A Quote by Jerry Falwell, Jr.

Jesus taught that we should give to the poor and support widows, but he never said that we should elect a government that would take money from our neighbor's hand and give it to the poor.
Jesus said when the woman poured the alabaster bottle of perfume on him that was worth almost a year's wages, and Judas, who was very money-minded, said you shouldn't have done that, because you're wasting that, we could have sold that and given it to the poor. And Jesus himself said, you will always have the poor with you, but she has done this as an honor to me, and she will be honored for it all of her days. And so you never run out of poor people. You could give everything you had, I could give everything I had, and the world would still be full of poor people.
It's amazing to me how many people think that voting to have the government give poor people money is compassion. Helping poor and suffering people yourself is compassion. Voting for our government to use guns to give money to help poor and suffering people is immoral, self-righteous, bullying laziness.
Liberals believe government should take people's earnings to give to poor people. Conservatives disagree. They think government should confiscate people's earnings and give them to farmers and insolvent banks. The compelling issue to both conservatives and liberals is not whether it is legitimate for government to confiscate one's property to give to another, the debate is over the disposition of the pillage.

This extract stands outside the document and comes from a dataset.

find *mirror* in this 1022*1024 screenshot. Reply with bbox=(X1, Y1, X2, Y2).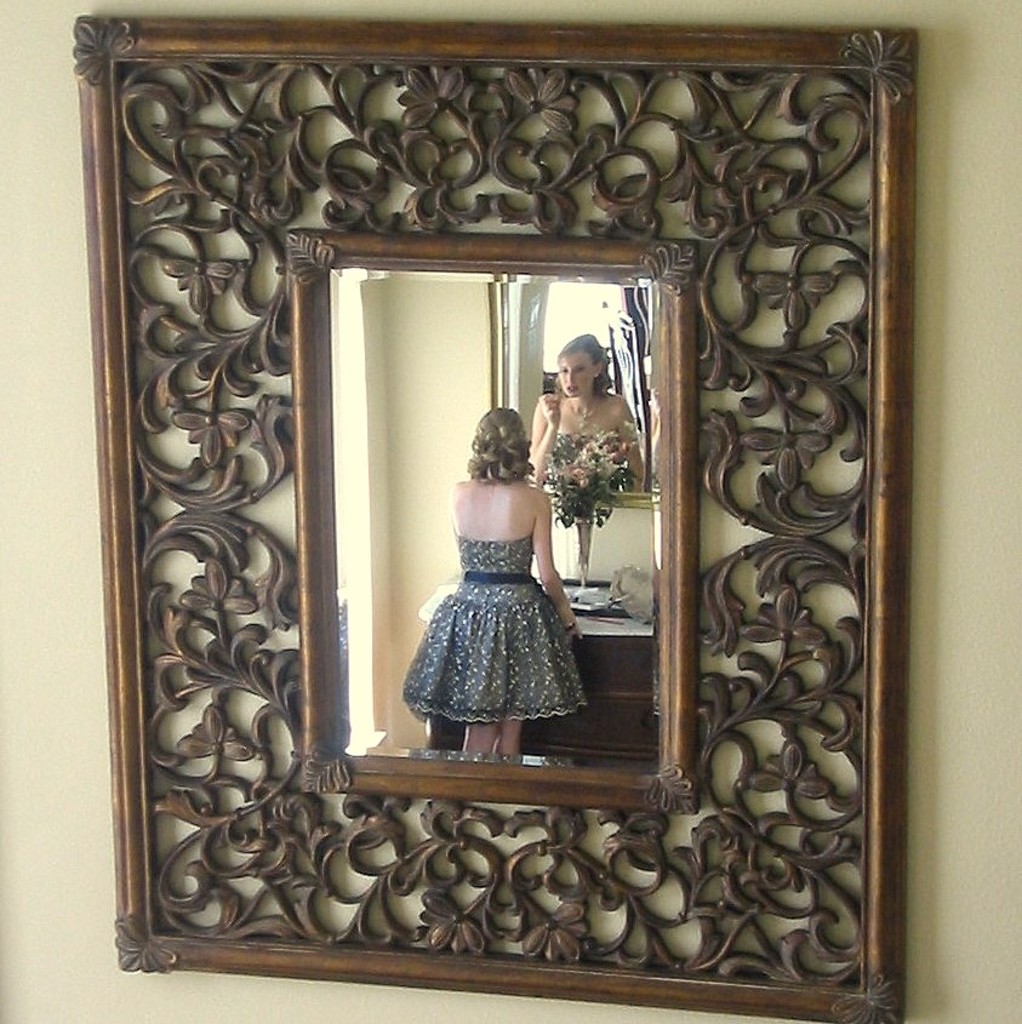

We can neither heal nor build if, on the one hand the rich in our society see the poor as hordes of irritants or if on the other hand the poor sit back, expecting charity. All of us must take responsibility for the upliftment of our conditions, prepared to give our best to the benefit of all
The Church will always be renewed when our attention shifts from ourselves to those who need our care. The blessing of Jesus always comes to us through the poor. The most remarkable experience of those who work with the poor is that, in the end, the poor give more than they receive. They give food to us.
Children, we should visit homes of the poor, orphanages and hospitals from time to time. We should take our family members along and offer assistance and look after the welfare of inmates. A word spoken with love and concern will give them more comfort than any amount of money. That will lead to the expansion of our hearts as well.
If a poor house is well kept, or a poor girl well groomed, there is elegance if not beauty. If good people should come upon hard times, why should they immediately give up on themselves?
A nation as such does not give aid to another nation. More precisely, the common citizens of our country, through their taxes, give to the privileged elites of another country. As someone once said: foreign aid is when the poor people of a rich country give money to the rich people of a poor country.
The poor are great! The poor are wonderful! The poor are very generous! They give us much more than what we give them.
In the practice of radical love, you are embracing human beings across the board, but you do give a preference - very much like Jesus - to the least of these, to the weak, to the vulnerable. That includes poor whites and poor browns, as well as the poor in black ghettos.
Given our abundance, the burden of proof should always be on keeping, not giving. Why would you not give? We err by beginning with the assumption that we should keep or spend the money God entrusts to us. Giving should be the default choice. Unless there is a compelling reason to spend it or keep it, we should give it.
It is easy to say that there are the rich and the poor, and so something should be done. But in history, there are always the rich and the poor. If the poor were not as poor, we would still call them the poor. I mean, whoever has less can be called the poor. You will always have the 10% that have less and the 10% that have the most.
Society and Government should together give priority to the poorest of poor and make efforts to provide affordable health services.
We should not serve the poor like they were Jesus. We should serve the poor because they are Jesus.
Yet the true friend of the people should see that they be not too poor, for extreme povery lowers the character of the democracy; measures therefore should be taken which will give them lasting prosperity; and as this is equally the interest of all classes, the proceeds of the public revenues should be accumulated and distributed among its poor, if possible, in such quantities as may enable them to purchase a little farm, or, at any rate, make a beginning in trade or husbandry.
When we give help to the poor, we are not doing the work of aid agencies 'in a Christian way'. Those are good, it is a decent thing to do - aid work is good and quite human - but it is not Christian poverty, which St. Paul desires of us and preaches to us. Christian poverty is that I give of my own, and not of that which is left over - I give even that, which I need for myself, to the poor person, because I know that he enriches me. Why does the poor person enrich me? Because Jesus Himself told us that He is in the poor person.